White House braced as inquiry into leaked CIA name ends
Prosecutors are winding up an investigation of who leaked a covert CIA operative’s identity.
President George W Bush’s top political adviser, Karl Rove, and Mr Cheney’s chief of staff, Lewis Libby, were among the possible targets of the probe. Legal sources said special prosecutor Patrick Fitzgerald was likely to decide this week whether or not to bring indictments.
While Mr Fitzgerald could try to charge administration officials with knowingly revealing the identity of CIA operative Valerie Plame, several lawyers in the case said he was more likely to seek charges for conspiracy and easier-to-prove crimes such as disclosing classified information, making false statements, obstruction and perjury.
He could also decide that no crime was committed.
Ms Plame’s diplomat husband, Joseph Wilson, says White House officials outed his wife, damaging her ability to work undercover, to discredit him for accusing the administration of twisting intelligence to justify the Iraq war in a New York Times opinion piece on July 6, 2003.
“Fitzgerald is putting together a big case, and he’s looking for little pieces of a puzzle,” Robert Bennett, the lead attorney for New York Times reporter Judith Miller, said.
Miller spent 85 days in jail before agreeing to testify and published an account of her grand jury testimony in yesterday’s New York Times.
Legal sources said Mr Rove could be vulnerable to a perjury charge for not initially telling the grand jury that he talked to Time magazine reporter Matt Cooper about Ms Plame.
Mr Rove’s attorney, Robert Luskin, brushed aside speculation about Fitzgerald’s intentions, saying, “Rove has at all times strived to be as truthful as possible and voluntarily brought the Cooper conversation to Fitzgerald’s attention.”
White House officials were bracing for the possibility of bad news from the inquiry. It seemed clear that Mr Rove would have to step down, at least temporarily, if indicted.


## WORK REQUEST
Whenever a line in the entries includes the word "BACK", copy that line out.

## SOURCE MATERIAL
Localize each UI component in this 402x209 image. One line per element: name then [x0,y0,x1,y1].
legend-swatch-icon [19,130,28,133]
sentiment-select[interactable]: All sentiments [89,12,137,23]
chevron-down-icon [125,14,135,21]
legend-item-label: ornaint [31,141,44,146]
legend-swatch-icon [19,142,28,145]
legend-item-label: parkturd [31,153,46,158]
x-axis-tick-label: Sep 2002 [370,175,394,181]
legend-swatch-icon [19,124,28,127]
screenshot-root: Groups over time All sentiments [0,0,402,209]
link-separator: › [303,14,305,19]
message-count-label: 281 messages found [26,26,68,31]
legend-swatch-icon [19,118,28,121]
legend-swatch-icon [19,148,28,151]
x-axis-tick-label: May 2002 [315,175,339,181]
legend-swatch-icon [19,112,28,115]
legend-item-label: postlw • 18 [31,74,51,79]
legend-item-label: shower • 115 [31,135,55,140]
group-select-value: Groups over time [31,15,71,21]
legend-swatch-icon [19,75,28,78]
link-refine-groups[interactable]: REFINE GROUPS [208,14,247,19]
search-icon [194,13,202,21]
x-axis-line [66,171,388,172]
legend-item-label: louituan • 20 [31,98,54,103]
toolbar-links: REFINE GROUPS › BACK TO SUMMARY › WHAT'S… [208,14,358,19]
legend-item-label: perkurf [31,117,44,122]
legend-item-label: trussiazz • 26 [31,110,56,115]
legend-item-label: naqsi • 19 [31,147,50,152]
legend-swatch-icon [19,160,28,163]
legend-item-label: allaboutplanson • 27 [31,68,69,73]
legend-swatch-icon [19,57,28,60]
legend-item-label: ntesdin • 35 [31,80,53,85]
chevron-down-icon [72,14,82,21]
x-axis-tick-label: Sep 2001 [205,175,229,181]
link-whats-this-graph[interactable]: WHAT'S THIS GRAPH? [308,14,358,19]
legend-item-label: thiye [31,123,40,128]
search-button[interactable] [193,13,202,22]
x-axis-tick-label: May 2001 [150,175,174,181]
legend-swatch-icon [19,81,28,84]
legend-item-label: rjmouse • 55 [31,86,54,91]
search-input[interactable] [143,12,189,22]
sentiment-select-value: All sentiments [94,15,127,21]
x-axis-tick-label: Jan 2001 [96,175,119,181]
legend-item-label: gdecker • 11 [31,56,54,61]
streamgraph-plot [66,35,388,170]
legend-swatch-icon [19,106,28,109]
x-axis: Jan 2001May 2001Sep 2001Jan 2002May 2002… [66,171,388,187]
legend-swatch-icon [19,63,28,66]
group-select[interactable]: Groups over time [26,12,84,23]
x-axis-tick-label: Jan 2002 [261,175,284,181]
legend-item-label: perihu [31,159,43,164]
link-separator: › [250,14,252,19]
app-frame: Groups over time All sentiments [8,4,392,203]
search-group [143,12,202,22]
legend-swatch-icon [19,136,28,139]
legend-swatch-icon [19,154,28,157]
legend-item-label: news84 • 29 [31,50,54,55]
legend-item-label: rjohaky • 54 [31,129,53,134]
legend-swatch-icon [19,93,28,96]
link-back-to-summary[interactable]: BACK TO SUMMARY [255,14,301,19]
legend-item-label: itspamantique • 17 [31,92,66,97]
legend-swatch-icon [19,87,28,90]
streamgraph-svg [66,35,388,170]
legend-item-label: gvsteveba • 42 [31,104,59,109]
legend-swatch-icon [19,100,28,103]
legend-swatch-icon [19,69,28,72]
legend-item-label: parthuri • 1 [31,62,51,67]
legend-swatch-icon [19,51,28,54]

## SOLVED PROBLEM
toolbar-links: REFINE GROUPS › BACK TO SUMMARY › WHAT'S… [208,14,358,19]
link-back-to-summary[interactable]: BACK TO SUMMARY [255,14,301,19]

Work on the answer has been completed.